The man replied: baritone, a low rumble of resentment. Threatening?
Other feet approached. I turned in time to see Tessa Cameron enter the doorway as though by divine right, a woman of a certain age. Only her plastic surgeon could tell for sure, but I put her down as the best-maintained sixty-five I’d seen off-screen and unfiltered through flattering light. An oval Madonna face, spoiled by discontented lines edging a pursed mouth. Brilliant amber eyes, all-seeing as an eagle’s. Ramrod-straight posture. Once-dark hair gilded the color of money. A faintly foreign air to her gliding walk, as though she belonged in a long gown and lace mantilla.
As she drew close, I couldn’t help breathing her scent: Camellias. Her height surprised me. She walked with the calm assurance of a taller person, a grande dame. It came as a shock that all her power radiated from a slender five-foot frame.

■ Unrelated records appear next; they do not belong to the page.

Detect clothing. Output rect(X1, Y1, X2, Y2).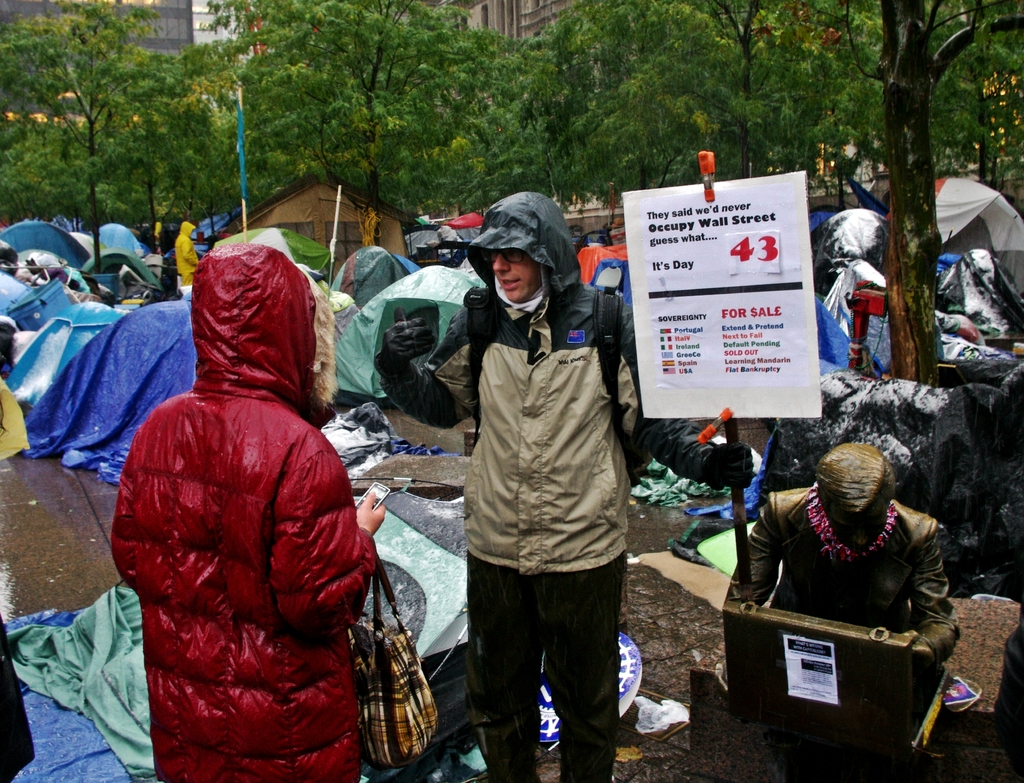
rect(721, 488, 969, 702).
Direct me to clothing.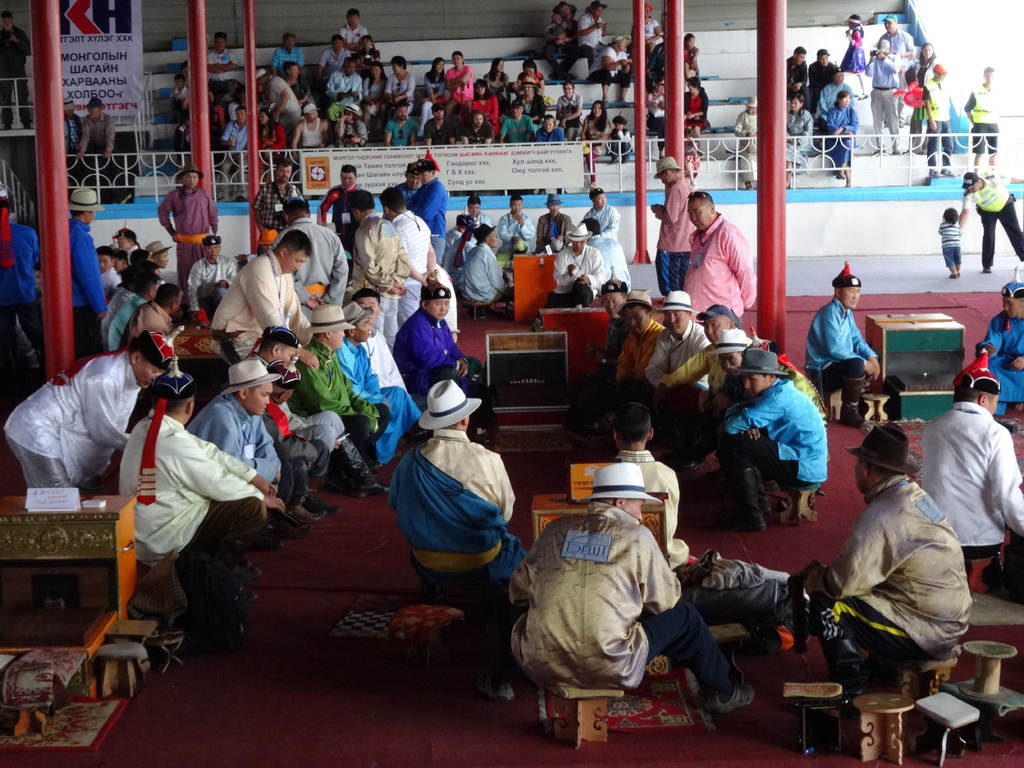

She wore a simple sleeveless off-white sheath that looked as if it had been cut to her measurements and stitched to her body. Pearls were her only adornment. Made me glad I’d changed out of my jeans. When Filene’s Basement, Boston’s mecca for the thrifty—not to mention the cheap—holds its annual women’s suit sale, I arrive early and take my place among the throng waiting to charge the doors. My sleek blue gabardine has made it through four seasons and, considering how rarely I wear it, I’m hoping for another ten. I’d paired it with a cream silk blouse. My aunt Bea’s rose-gold locket dangled in the V-neck. I’d even found a pair of run-free panty hose, which—considering the heat—I regretted.
My hostess looked like she’d been born wearing panty hose and heels. Probably had feet shaped like Barbie’s.
“Miss Carlyle?”
“Yes,” I admitted, feeling enormous, like Alice after she’d OD’d on Eat Me mushrooms. Size 2 women have that effect on me.
The overhead argument rang out with renewed zeal and increased volume. I wished the combatants would curse each other by name.
“Bastard!” the high voice screeched.
A rumbling burst finished with the word “police,” or possibly “please.”
“No way did I sign on for this!” Female outrage spewed at broadcast level. “The campaign, yes! But I had no idea what—”
The woman lowered her voice abruptly. I could hardly ask Tessa to clarify.
“Come,” she said firmly, her hand clasping her pearls. “Won’t you join me in my office?”
Damn, I thought, I’d rather eavesdrop.